(WHAT THE TASK ASKS) In the listing below, locate the line containing "Image resolution: width=644" and copy it and every line after it through the end, exactly as written, leaving out any pictures.

(DATASET CONTENT)
##########

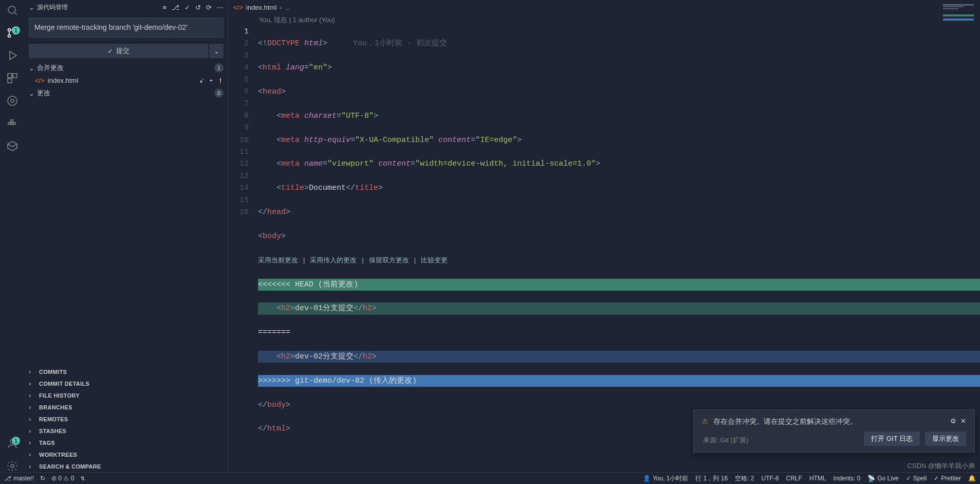  What do you see at coordinates (126, 80) in the screenshot?
I see `file-row: </> index.html ⭹ + !` at bounding box center [126, 80].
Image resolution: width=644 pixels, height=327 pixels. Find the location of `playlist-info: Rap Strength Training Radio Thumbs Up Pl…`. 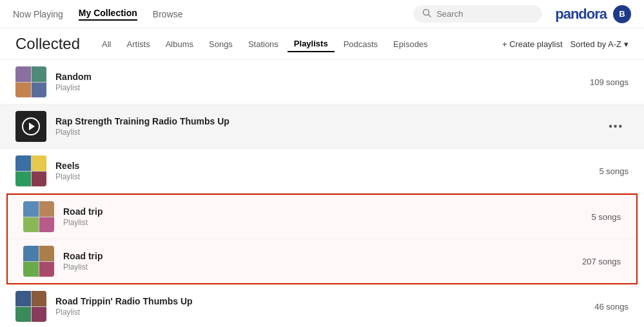

playlist-info: Rap Strength Training Radio Thumbs Up Pl… is located at coordinates (329, 126).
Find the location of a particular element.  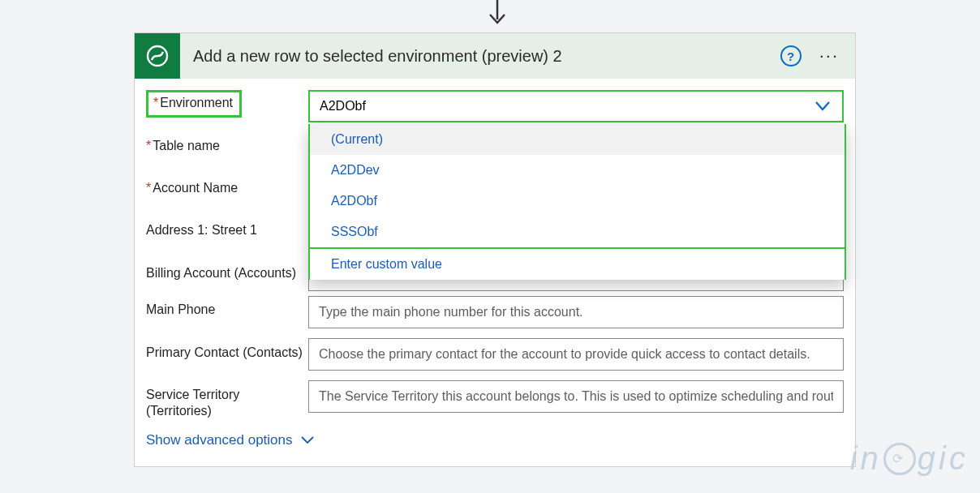

dropdown-option-a2ddev: A2DDev is located at coordinates (578, 170).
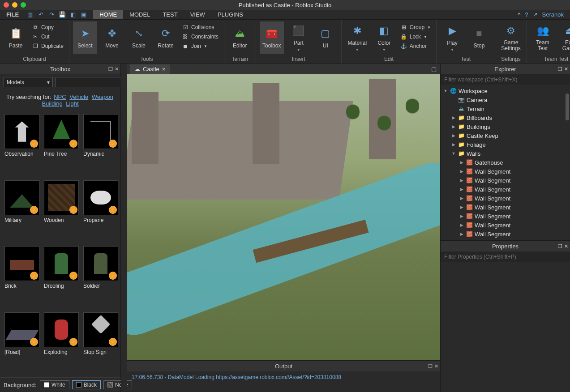 This screenshot has width=570, height=392. What do you see at coordinates (511, 38) in the screenshot?
I see `game-settings-button: ⚙Game Settings` at bounding box center [511, 38].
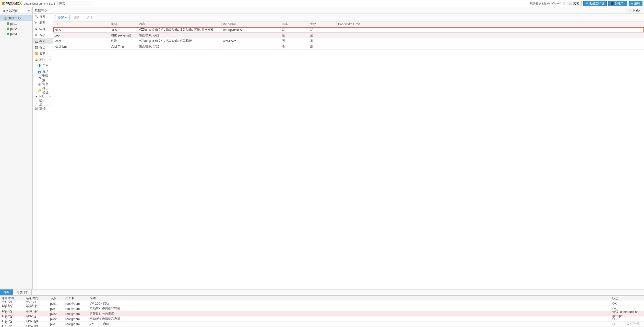  I want to click on building-icon: 🏢, so click(6, 18).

##########

(TASK OUTPUT)
Image resolution: width=644 pixels, height=327 pixels. Find the location of `playlist-info: Rap Strength Training Radio Thumbs Up Pl…`. 

playlist-info: Rap Strength Training Radio Thumbs Up Pl… is located at coordinates (329, 126).
Find the location of a particular element.  

dropdown-option-a2ddev: A2DDev is located at coordinates (578, 170).
 This screenshot has width=570, height=392. What do you see at coordinates (511, 38) in the screenshot?
I see `game-settings-button: ⚙Game Settings` at bounding box center [511, 38].
  I want to click on building-icon: 🏢, so click(6, 18).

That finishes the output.